Voters used the poll to exact revenge on the politicians they felt had neglected them, writes Ann Marie Hourihane.
THERE HAS been a lot of expert analysis and outrage about the rejection of the Lisbon Treaty. But really the result could be summed up by the less learned amongst us quite simply - Revenge of the Nerds. An electorate is a slow-moving and placid creature. Punishments can be visited upon it by the fleet of foot and the sharp of tongue. Chronic neglect of the electorate is a given. But the electorate, slow-moving as it is, does not always forget. Once in a while, when the economic weather changes, there is an opportunity to hurt the politicians as a group. And these opportunities are often called referendums.
At first it is difficult to spot a referendum. The first signs are often the movements of one of the many splinter groups that make up a No campaign. At this stage nobody really talks about the referendum. Nothing happens for a long time, except that the various strands of the No campaign are holding meetings and fighting like hell amongst themselves. They hate each other.
The politicians have other fish to fry - although all of these fish are now imported. They are running the country and struggling for their own survival and also fighting like hell amongst themselves. They hate each other. The first sign of life from them is the delivery of the Booklet.
The Booklet is dropped in to every Irish home, where it is understood by no one. The politicians think that the Booklet's incomprehensibility must make them look very sophisticated and capable, but in fact it makes the small section of the electorate that bothers to try to read the Booklet furious. The greater part of the electorate carries the Booklet to the recycling bin unopened.
Up at Dublin Castle the electorate is paying for a very expensive exercise in the humiliation of itself, which reveals that the people the electorate has supported for so long have been indulging themselves in property speculation, betting on horses and generalised amnesia. The electorate has voted some of these people in, quite recently. The electorate moans in its cage. These were the people it had been told to admire. The electorate starts to feel stupid. Electorates don't like to feel stupid.
The electorate isn't sure about the No campaign either. Suddenly Sinn Féin is opposed to militarism. British-owned newspapers push their anti-Europe stance towards the Irish electorate, giving it some of the few happy moments that occasionally light up its miserable existence: "The world's brainiest page three girl Claire Tully, Dustin the Eurovision Turkey and anti-Lisbon campaigner Declan Ganley all reckon the EU pact is a BAD deal" (The Irish Sun, June 12th). On the other hand, old creatures that the electorate only half-recognises, and which it thought long dead, start to emerge from the political landscape. Abortion and euthanasia are once more wheeled out to terrify the electorate, which is wondering whether it has the adrenalin reserves left for another referendum.
This is the moment when the electorate needs the reassuring hand of its keeper. The keeper may have kicked sand in our faces, it may have abused and betrayed us, it may have decimated our health and education systems, but at least we knew what it was and what its long-term goal was: more of the same. Unfortunately, when the politicians come to the electorate's cage, they have nothing to offer but the indisputable truth that Europe has been very good to the electorate. This is somewhat offset by the fact that fuel prices are soaring, unemployment is lively, the fields are empty, the fishing industry is in its death throes and all over the country people had been told that Brussels wouldn't let them cut turf.
Still, the electorate would have stayed with its keeper if things hadn't got insulting. "Trust us," say the politicians. The electorate keeps silent, but feels wounded. In its simple experience terrible things happen when it trusts the politicians. "You don't know where the money is coming from," whisper the politicians of the No campaign. The electorate flicks its scarred ears. Just the other day the electorate gave the politicians themselves more money, out of its meagre savings. To the electorate it is kind of refreshing - even fun - to think of a politician spending his own money. "God Almighty," argue the politicians, "don't be making a show of us in front of the whole world."
The electorate cannot help noticing that some of the political candidates are using the referendum to get posters of themselves up the telegraph poles The politicians do not expect the electorate to notice this.
The electorate also notices that the politicians don't understand the Booklet. They never can explain the Booklet. The canvassers can't explain it. The TDs can't explain it. The new Taoiseach comes on the radio sounding hurt, but he can't explain it. "God Almighty," argues the Taoiseach, "don't be making a show of us in front of the whole world."
On polling day the electorate is trotted out, stiff and sore. In its small brain it knows two things: it is not very often that all politicians are on the same side. And politicians do not like being made a show of in front of the whole world. The electorate lashes out. And the politicians are very surprised.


Task to carry out: Write only the number of lines below in which "category" occurs.
:: Provided information ::
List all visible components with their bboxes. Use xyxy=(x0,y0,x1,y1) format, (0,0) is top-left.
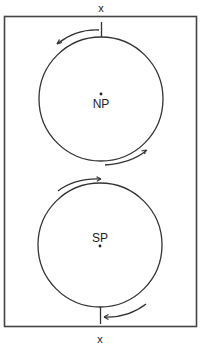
north-pole-label: NP xyxy=(93,97,110,111)
south-upper-left-arc xyxy=(58,179,101,191)
south-pole-label: SP xyxy=(92,231,108,245)
bottom-x-label: x xyxy=(97,333,103,345)
diagram-frame xyxy=(5,17,197,327)
top-x-label: x xyxy=(98,2,104,14)
north-lower-right-arc xyxy=(105,150,147,165)
south-pole-dot xyxy=(99,245,102,248)
rotation-diagram: x x NP SP xyxy=(0,0,202,346)
north-pole-dot xyxy=(100,93,103,96)
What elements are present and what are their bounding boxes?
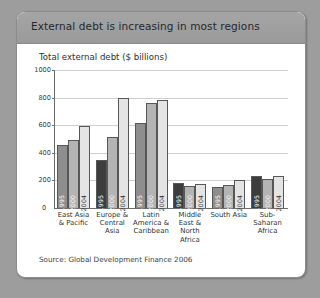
bar-year-label: 2004 bbox=[81, 195, 87, 212]
bar-2004: 2004 bbox=[79, 126, 90, 208]
bar-year-label: 2004 bbox=[198, 195, 204, 212]
bar-2000: 2000 bbox=[184, 186, 195, 208]
bar-year-label: 1995 bbox=[176, 195, 182, 212]
chart-card: External debt is increasing in most regi… bbox=[16, 11, 306, 278]
bar-groups: 1995200020041995200020041995200020041995… bbox=[54, 70, 287, 208]
bar-2004: 2004 bbox=[157, 100, 168, 208]
bar-year-label: 2004 bbox=[120, 195, 126, 212]
bar-group: 199520002004 bbox=[248, 70, 287, 208]
bar-group: 199520002004 bbox=[54, 70, 93, 208]
y-axis-tick-zero: 0 bbox=[42, 204, 46, 212]
y-axis-tick-label: 200 bbox=[38, 176, 51, 184]
bar-year-label: 2000 bbox=[187, 195, 193, 212]
bar-year-label: 2000 bbox=[264, 195, 270, 212]
bar-group: 199520002004 bbox=[170, 70, 209, 208]
bar-year-label: 1995 bbox=[98, 195, 104, 212]
bar-1995: 1995 bbox=[57, 145, 68, 208]
bar-year-label: 2004 bbox=[275, 195, 281, 212]
bar-2000: 2000 bbox=[223, 185, 234, 208]
bar-2004: 2004 bbox=[118, 98, 129, 208]
bar-2000: 2000 bbox=[68, 140, 79, 208]
bar-1995: 1995 bbox=[96, 160, 107, 208]
bar-year-label: 2004 bbox=[237, 195, 243, 212]
bar-2004: 2004 bbox=[273, 176, 284, 208]
bar-1995: 1995 bbox=[251, 176, 262, 208]
bar-year-label: 2000 bbox=[226, 195, 232, 212]
bar-year-label: 1995 bbox=[59, 195, 65, 212]
bar-2000: 2000 bbox=[262, 179, 273, 208]
bar-1995: 1995 bbox=[135, 123, 146, 208]
bar-2004: 2004 bbox=[234, 180, 245, 208]
x-axis-category-label: Sub-Saharan Africa bbox=[248, 211, 287, 244]
bar-2000: 2000 bbox=[146, 103, 157, 208]
y-axis-tick-label: 1000 bbox=[34, 66, 51, 74]
bar-year-label: 2000 bbox=[148, 195, 154, 212]
x-axis-category-label: Europe & Central Asia bbox=[93, 211, 132, 244]
bar-year-label: 2000 bbox=[109, 195, 115, 212]
bar-year-label: 1995 bbox=[253, 195, 259, 212]
bar-year-label: 2000 bbox=[70, 195, 76, 212]
bar-group: 199520002004 bbox=[209, 70, 248, 208]
bar-group: 199520002004 bbox=[132, 70, 171, 208]
x-axis-category-label: South Asia bbox=[209, 211, 248, 244]
chart-plot-area: 1000800600400200 19952000200419952000200… bbox=[17, 12, 305, 277]
bar-group: 199520002004 bbox=[93, 70, 132, 208]
x-axis-category-label: East Asia & Pacific bbox=[54, 211, 93, 244]
bar-year-label: 1995 bbox=[215, 195, 221, 212]
bar-1995: 1995 bbox=[212, 187, 223, 208]
y-axis-tick-label: 600 bbox=[38, 121, 51, 129]
bar-2004: 2004 bbox=[195, 184, 206, 208]
source-note: Source: Global Development Finance 2006 bbox=[39, 255, 192, 264]
y-axis-tick-label: 800 bbox=[38, 94, 51, 102]
y-axis-tick-label: 400 bbox=[38, 149, 51, 157]
bar-year-label: 2004 bbox=[159, 195, 165, 212]
x-axis-category-label: Middle East & North Africa bbox=[170, 211, 209, 244]
bar-1995: 1995 bbox=[173, 183, 184, 208]
bar-year-label: 1995 bbox=[137, 195, 143, 212]
bar-2000: 2000 bbox=[107, 137, 118, 208]
x-axis-labels: East Asia & PacificEurope & Central Asia… bbox=[54, 211, 287, 244]
x-axis-category-label: Latin America & Caribbean bbox=[132, 211, 171, 244]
:::
Written response: 6